If you want to change the working directory for the calling process, use...
os.chdir(os.path.expanduser('~/Desktop/TOOLS'))
However, Python has all this functionality built-in, so you can do it without spawning any subshells...
import os, shutil
# Specify your path constants once only, so it's easier to change
# them later
SOURCE_PATH = 'RAW'
DEST_PATH = os.path.expanduser('~/Desktop/TOOLS/RAW')
# Recursively copy the files, creating the destination path if necessary.
shutil.copytree(SOURCE_PATH, DEST_PATH)
# Change to the new directory
os.chdir(DEST_PATH)
# Print the current working directory
print os.getcwd()
In Python I'm using subprocess to call gsutil copy and move commands, but am currently unable to select multiple extensions.

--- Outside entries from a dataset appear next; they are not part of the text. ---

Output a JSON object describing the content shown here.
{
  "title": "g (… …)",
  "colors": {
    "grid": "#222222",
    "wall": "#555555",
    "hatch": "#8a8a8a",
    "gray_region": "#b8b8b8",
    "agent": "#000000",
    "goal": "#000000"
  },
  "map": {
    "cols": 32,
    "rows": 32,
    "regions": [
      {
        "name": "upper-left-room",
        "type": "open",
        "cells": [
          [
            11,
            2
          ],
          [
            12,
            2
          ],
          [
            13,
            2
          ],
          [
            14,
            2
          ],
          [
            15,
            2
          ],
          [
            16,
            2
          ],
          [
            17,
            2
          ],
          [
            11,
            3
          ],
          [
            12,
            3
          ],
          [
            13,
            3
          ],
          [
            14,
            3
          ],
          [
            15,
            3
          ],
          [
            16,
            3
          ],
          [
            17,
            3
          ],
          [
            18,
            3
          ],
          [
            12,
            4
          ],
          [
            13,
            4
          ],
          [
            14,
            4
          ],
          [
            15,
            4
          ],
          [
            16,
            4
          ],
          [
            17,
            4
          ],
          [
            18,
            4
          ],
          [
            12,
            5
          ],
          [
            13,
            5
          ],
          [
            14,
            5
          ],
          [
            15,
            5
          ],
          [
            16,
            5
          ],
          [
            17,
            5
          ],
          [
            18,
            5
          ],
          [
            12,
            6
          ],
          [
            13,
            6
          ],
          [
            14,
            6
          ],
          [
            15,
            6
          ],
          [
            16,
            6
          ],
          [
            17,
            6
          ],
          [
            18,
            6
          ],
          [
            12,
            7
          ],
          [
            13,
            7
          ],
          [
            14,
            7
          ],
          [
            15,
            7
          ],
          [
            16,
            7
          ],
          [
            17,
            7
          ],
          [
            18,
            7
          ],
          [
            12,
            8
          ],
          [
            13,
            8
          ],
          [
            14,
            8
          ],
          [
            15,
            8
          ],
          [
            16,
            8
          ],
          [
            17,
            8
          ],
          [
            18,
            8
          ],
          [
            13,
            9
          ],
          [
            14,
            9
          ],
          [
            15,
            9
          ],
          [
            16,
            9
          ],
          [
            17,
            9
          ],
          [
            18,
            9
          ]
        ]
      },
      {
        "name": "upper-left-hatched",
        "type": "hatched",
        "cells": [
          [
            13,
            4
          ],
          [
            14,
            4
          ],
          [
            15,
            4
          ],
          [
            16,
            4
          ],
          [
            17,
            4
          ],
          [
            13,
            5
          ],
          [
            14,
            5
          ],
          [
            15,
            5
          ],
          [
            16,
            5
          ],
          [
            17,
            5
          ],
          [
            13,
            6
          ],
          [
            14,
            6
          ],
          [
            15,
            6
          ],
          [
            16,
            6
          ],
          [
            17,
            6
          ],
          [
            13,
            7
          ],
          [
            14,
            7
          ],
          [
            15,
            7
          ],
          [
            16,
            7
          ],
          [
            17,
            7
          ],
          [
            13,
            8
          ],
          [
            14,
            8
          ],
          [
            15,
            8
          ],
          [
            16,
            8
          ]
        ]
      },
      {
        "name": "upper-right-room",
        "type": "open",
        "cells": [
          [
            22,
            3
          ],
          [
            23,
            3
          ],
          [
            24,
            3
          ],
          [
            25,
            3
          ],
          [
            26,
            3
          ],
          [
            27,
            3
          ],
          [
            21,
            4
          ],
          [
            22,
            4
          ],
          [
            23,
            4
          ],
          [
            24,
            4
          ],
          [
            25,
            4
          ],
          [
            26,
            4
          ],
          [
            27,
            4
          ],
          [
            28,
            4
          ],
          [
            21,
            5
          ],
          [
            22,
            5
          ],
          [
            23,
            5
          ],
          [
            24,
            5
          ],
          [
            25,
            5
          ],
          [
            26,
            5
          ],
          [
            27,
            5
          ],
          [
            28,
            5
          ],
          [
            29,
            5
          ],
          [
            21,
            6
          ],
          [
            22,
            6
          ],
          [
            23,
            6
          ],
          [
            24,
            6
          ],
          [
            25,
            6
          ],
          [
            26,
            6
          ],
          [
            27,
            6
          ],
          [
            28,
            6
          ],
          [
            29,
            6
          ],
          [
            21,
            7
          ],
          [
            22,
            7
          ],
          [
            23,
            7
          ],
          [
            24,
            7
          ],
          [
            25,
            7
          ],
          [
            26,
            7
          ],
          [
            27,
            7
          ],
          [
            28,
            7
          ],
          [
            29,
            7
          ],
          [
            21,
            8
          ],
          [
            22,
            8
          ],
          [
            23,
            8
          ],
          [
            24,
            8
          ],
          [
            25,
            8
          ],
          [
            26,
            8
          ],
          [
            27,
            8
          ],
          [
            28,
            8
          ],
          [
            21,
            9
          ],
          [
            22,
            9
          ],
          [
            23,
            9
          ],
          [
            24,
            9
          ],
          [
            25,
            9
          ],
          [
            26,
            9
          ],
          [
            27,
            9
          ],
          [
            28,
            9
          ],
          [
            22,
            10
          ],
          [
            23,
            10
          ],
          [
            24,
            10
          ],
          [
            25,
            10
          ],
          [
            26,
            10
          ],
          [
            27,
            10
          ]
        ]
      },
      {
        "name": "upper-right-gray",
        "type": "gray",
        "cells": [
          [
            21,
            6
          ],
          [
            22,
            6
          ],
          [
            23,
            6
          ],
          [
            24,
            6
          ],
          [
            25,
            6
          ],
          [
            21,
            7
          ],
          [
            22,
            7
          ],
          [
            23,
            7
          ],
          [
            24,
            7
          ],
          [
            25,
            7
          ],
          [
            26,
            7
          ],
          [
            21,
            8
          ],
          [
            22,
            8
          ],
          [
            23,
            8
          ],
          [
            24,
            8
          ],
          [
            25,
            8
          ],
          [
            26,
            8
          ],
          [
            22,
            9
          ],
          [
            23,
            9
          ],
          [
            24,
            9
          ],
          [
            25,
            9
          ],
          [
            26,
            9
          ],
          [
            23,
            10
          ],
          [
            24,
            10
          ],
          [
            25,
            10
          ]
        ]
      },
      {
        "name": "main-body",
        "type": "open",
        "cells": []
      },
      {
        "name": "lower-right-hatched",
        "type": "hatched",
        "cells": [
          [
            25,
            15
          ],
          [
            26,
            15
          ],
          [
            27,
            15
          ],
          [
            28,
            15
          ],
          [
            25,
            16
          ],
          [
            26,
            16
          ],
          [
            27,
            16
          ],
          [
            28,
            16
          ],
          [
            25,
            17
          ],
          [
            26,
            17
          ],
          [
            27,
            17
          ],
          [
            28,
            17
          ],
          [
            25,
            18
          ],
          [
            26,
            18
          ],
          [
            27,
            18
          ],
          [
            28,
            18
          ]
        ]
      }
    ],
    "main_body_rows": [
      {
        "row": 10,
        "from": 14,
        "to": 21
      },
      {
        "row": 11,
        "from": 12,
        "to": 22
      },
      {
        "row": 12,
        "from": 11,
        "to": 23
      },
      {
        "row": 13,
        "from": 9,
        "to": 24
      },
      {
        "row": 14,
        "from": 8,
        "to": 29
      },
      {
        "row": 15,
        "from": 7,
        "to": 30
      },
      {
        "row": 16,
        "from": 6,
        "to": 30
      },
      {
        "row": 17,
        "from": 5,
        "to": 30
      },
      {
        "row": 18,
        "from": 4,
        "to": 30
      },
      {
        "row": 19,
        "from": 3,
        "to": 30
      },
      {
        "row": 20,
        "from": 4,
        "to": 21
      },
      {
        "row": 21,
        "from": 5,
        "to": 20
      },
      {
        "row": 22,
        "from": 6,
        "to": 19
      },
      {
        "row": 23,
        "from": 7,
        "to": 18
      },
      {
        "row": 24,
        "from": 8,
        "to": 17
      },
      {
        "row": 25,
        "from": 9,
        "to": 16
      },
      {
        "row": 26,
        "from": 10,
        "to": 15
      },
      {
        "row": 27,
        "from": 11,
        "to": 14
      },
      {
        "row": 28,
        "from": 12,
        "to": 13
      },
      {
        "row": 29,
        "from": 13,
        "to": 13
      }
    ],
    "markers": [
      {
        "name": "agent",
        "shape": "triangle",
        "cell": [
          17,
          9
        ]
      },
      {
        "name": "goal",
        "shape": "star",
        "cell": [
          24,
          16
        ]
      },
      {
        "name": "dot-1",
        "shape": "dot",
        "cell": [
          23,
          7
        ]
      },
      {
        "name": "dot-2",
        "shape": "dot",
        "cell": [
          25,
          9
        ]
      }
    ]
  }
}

The same gsutil command works at the terminal, but not in python:
cmd_gsutil = "sudo gsutil -m mv gs://xyz-ms-media-upload/*.{mp4,jpg} gs://xyz-ms-media-upload/temp/"
p = subprocess.Popen(cmd_gsutil, shell=True, stderr=subprocess.PIPE)
output, err = p.communicate()
If say there are four filetypes to move but the bucket is empty, the returning gsutil error from terminal is:
4 files/objects could not be transferred.
Whereas the error returned when run through subprocess is:
1 files/objects could not be transferred.
So clearly subprocess is mucking up the command somehow...
I could always inefficiently repeat the command for each of the filetypes, but would prefer to get to the bottom of this!
It seems, /bin/sh (the default shell) doesn't support {mp4,jpg} syntax.
Pass executable='/bin/bash', to run it as a bash command instead.
You could also run the command without the shell e.g., using glob or fnmatch modules to get the filenames to construct the gsutil command. Note: you should pass the command as a list in this case instead.